While some banks may need invention to prevent banking errors, other banks need to solve a different problem: patent infringement. Barclays Bank, TD Bank, and others have joined the Open Invention Network (OIN) to resist litigation threats from patent trolls.
For many years, OIN has provided a way to reduce the threat of license and patent infringement cases against open-source software. ipCapital Group has worked to help OIN over the years, and we believe in its mission as well as admire Keith Bergelt, its CEO. In his tenure, he has been able to help it grow to 3,367 licensees.
This is undoubtedly an area where Invent Anything principles can be a strategic advantage. Specifically, the banks should invent all sorts of improvement ideas and then publish them in a venue like IP.com to generate prior art. In our earlier work we demonstrated that OIN could systematically invent and then publish those inventions to create prior art that would stop trolls from patenting these improvements in the future.
A quick search of the patent databases shows over a million patents and applications related to banking and finance. This poses a tremendous challenge to the finance and banking industry, so solutions like OIN offers will be desperately needed.
Additionally, new technologies threaten to radically change the banking industry. Looking ahead, Quantum Computing, Blockchain, Smart Contracts, and Machine Learning, will have major ramifications on the safety, security, and functionality of modern financial systems. Banks and financial firms, and the IP networks that protect them, should begin inventing and publishing in these areas immediately to maintain Freedom to Operate. “Enabled Publications” can provide protection from trolls without the large investment required to secure a patent portfolio.
Here are just a few ideas to get started:
- Imagine using quantum computing to add security to your credit cards. The credit card itself has a chip and/or strip that can associate with readers/re-programmers that create a new quantum code (where part of the quantum code comes from your card and part of the code comes from the reader/re-programmer). The credit card receives a new code each time it is used, making it impossible to copy and making credit card sniffers ineffectual.
- Imagine a blockchain for your online banking, where each entry on your account has a block where the withdrawer receives code for an indelible ledger on each transaction. For that transaction, you have an associated block, and the online bank has a log-in blockchain instance, so every time you view a transaction, it gets resecured. Such a service would garner a hefty premium at retail and investment banks.
- Imagine a smart contract for an online retailer like Amazon. Amazon puts in its purchasing agreements that you pay fractionally for the product when ordered. Then when it arrives you pay another fraction, and the final fractional is paid when you agree you got what you ordered. This technology would de-risk any purchase (and frustration) and give Amazon a new banking business line.
- Imagine using Machine Learning for mortgages. Early on, a young person signs up to a service that monitors personal credit using ML. The service is designed for monitoring transactions the young person typically does, spot trends that may impact credit ratings, and the service could flag the issues in real time and provide recommendations to the customer to keep their score high. Such a feature would likely attract many younger customers concerned and confused about how to position themselves for a higher credit rating.
Banks and OIN should protect the future by inventing anything and everything that will impact their industry in the coming years. By brainstorming these ideas now, and inexpensively publishing these ideas to create prior art, they can protect the future without breaking the bank (pun intended). Today, it is even possible to build an AI machine to invent and publish without much human intervention. Let’s just hope the legitimate institutions catch on before the patent trolls do.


What to do: Retype the line in which "Find the location of a particular element." appears, then every line after it until the records end. Leave out the pictures.

[Saved data entries]
----------

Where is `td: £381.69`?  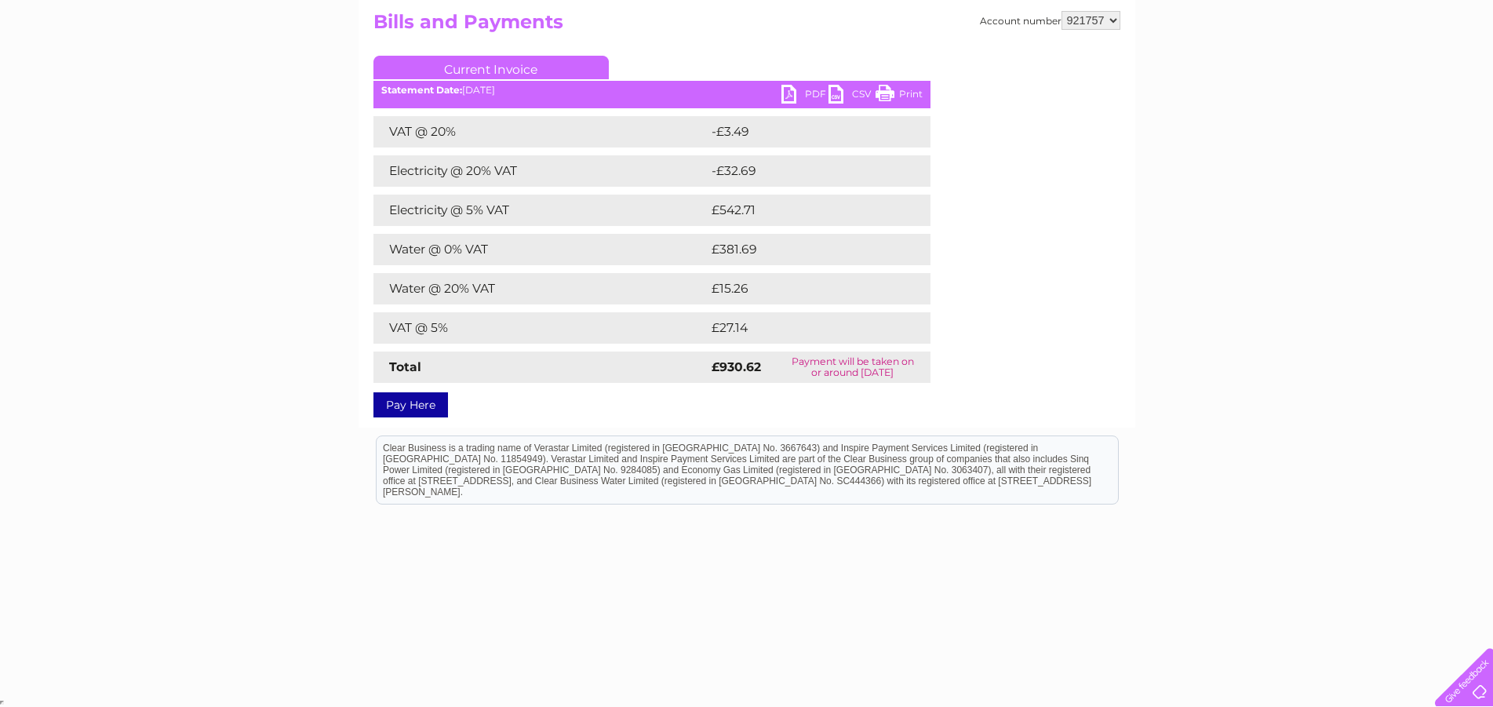
td: £381.69 is located at coordinates (805, 250).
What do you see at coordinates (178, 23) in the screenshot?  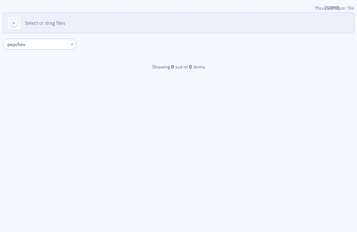 I see `button: Select or drag files` at bounding box center [178, 23].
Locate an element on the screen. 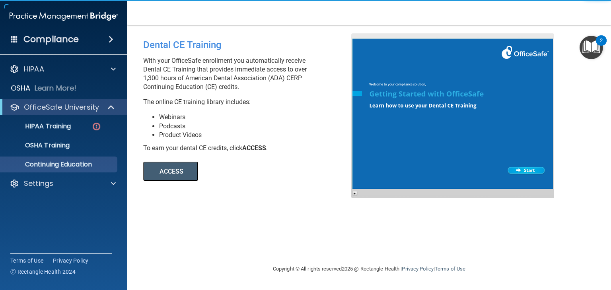 The image size is (611, 290). a: Settings is located at coordinates (62, 184).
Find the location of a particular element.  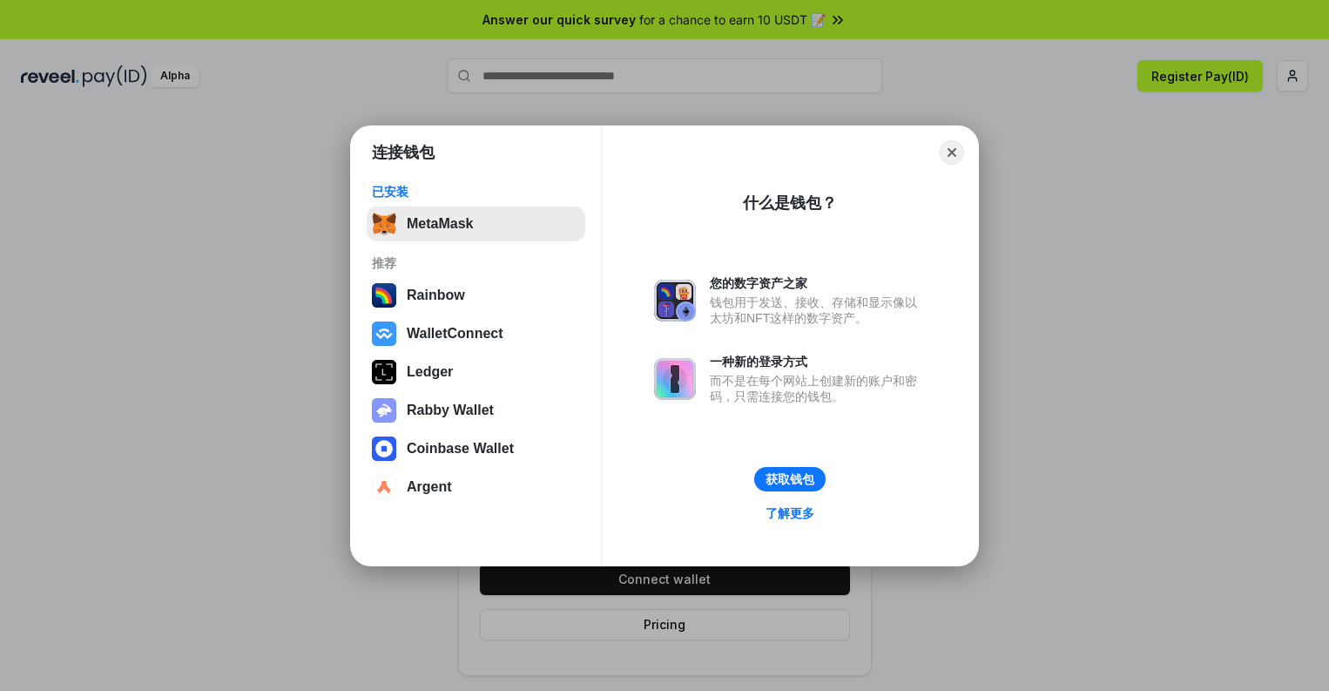

div: Coinbase Wallet is located at coordinates (460, 449).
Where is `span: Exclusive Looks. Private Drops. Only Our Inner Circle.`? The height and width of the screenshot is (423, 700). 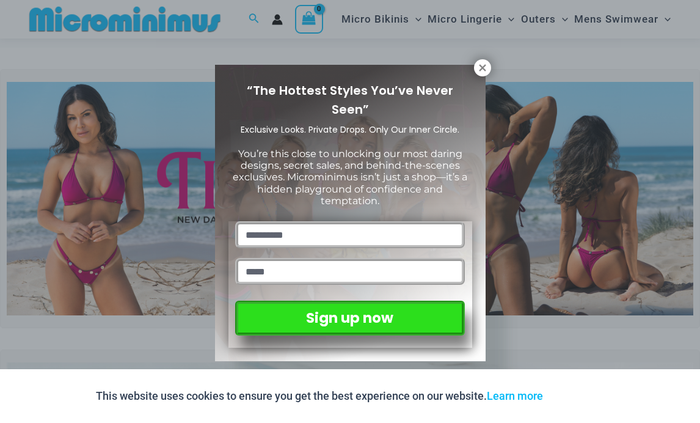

----------

Output of the task:
Find the location of a particular element.  

div: Coinbase Wallet is located at coordinates (460, 449).
Where is `span: Exclusive Looks. Private Drops. Only Our Inner Circle.`? The height and width of the screenshot is (423, 700). 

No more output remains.